The typical spectacle that follows every NBA fan gathering was taking place outside the Spectrum Center on an October evening in 2023. Fans gathered at the exits, hoping for a moment—a picture, a message, a signature on something they would cherish for years—as players drove away. That moment ended differently than anyone would have liked for one young kid and his family.
The Charlotte Hornets guard sped away from the scene while the toddler was close to his car, running over and fracturing the boy’s foot, according to the lawsuit brought against LaMelo Ball. Ball denied that’s how it happened. According to the family, it did. The case took two years to settle, and just before a jury could render a verdict, it was resolved in private, discreetly, and without disclosing the financial terms.

The LaMelo Ball complaint sought $3.75 million in damages, which accounts for both the more general allegation of reckless and egregiously negligent behavior as well as the immediate medical effects of a broken foot.
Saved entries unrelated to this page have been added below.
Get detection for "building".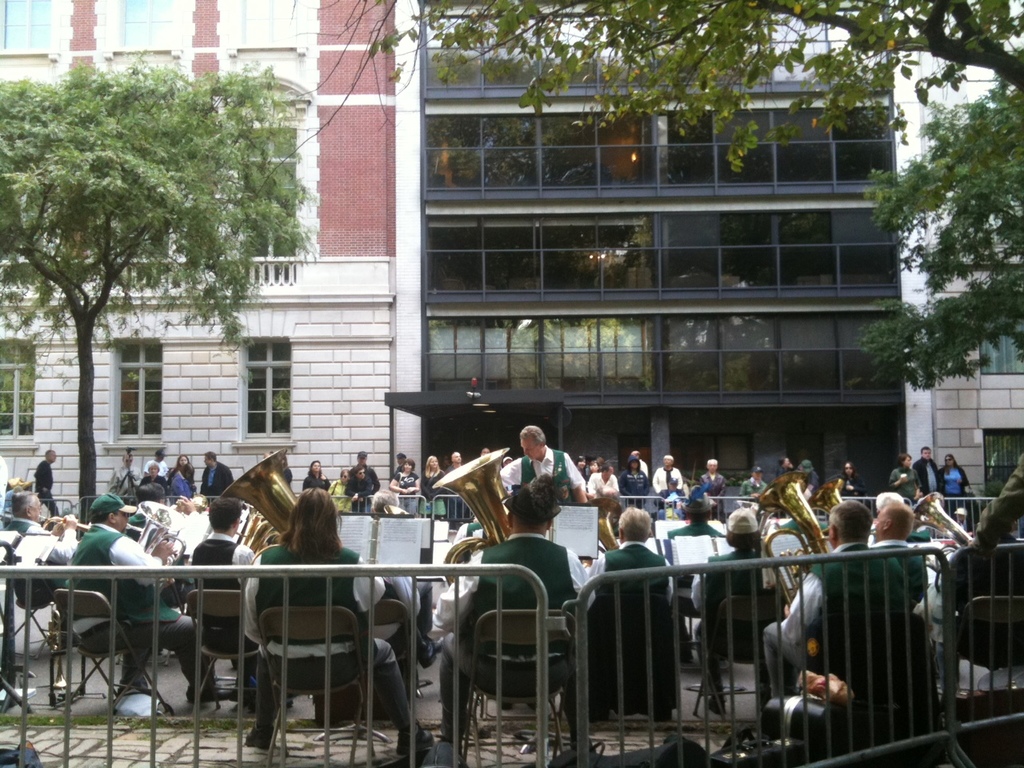
Detection: [x1=422, y1=0, x2=910, y2=504].
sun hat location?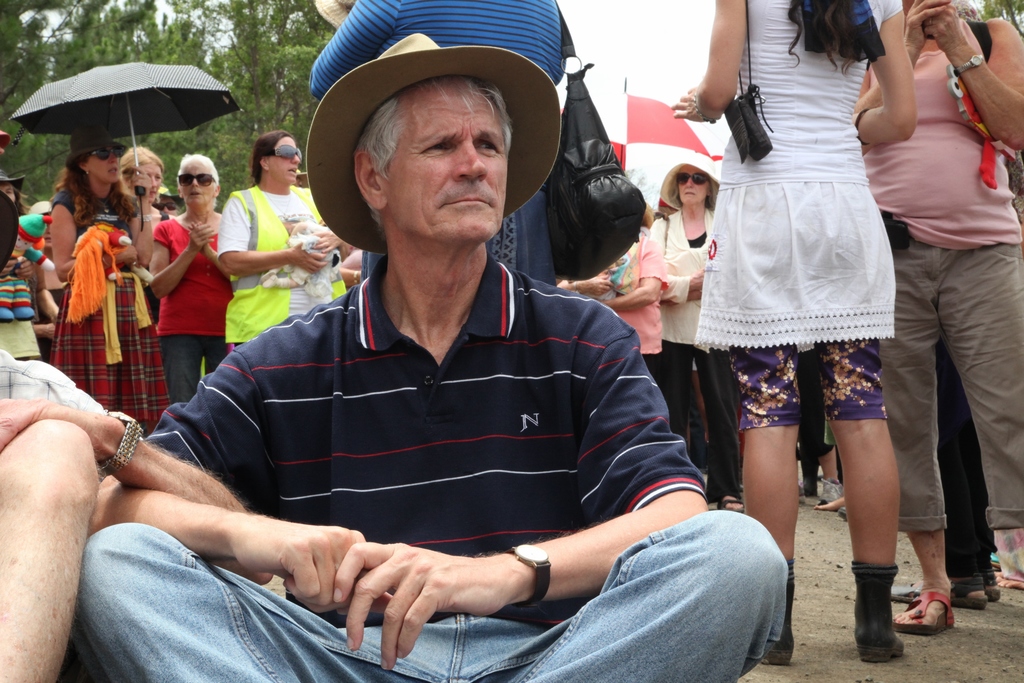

In civil law, the term “recklessness” is significant since it falls between “ordinary negligence” and “intentional misconduct,” implying that the defendant’s actions demonstrated a deliberate disdain for other people’s safety.
The jury was never given the opportunity to decide whether Ball’s driving that night complied with that legal requirement, which is now the case’s permanent state: unresolved in the evidentiary sense, even if technically finished in the legal one.
When the settlement was finalized, Ball was the only party facing the accusations after the Charlotte Hornets, who had been designated as defendants alongside him, were later removed from the case. In situations like this, where the individual has a direct connection to the incident and the organization has an indirect one, that sequence—team leaves, player stays—is really typical.
Just because a fan gathering was connected to the team does not mean that the Hornets are responsible for how their players drive after it. But Ball was driving, and the allegation especially concerned the way the car went in the moments following the conclusion of the autograph ceremony.
During the two years that this case was pending, LaMelo Ball’s public persona showed no indications of the legal strain; he continued to play, produce highlights, and generate marketing interest at a level that made him one of the league’s more commercially recognizable players.
Professional sports, who usually handle lawsuits through counsel with little public comment, frequently maintain this kind of division between their private legal status and public persona. Ball remained steadfast in his denial throughout. He didn’t admit any wrongdoing prior to the settlement, and agreements reached without liability admissions don’t force him to do so afterwards.
The terms of the settlement, which are kept secret, leave the public record in an unfinished state that is likely preferred by both parties than the alternative. Testimony, documents, potentially outside Spectrum Center surveillance film, and a public verdict would have all been generated in a jury trial. Only a dismissal, a confidential agreement, and the understanding that whatever transpired on October 7, 2023, will remain a matter of conflicting accounts rather than adjudicated fact are produced by the settlement.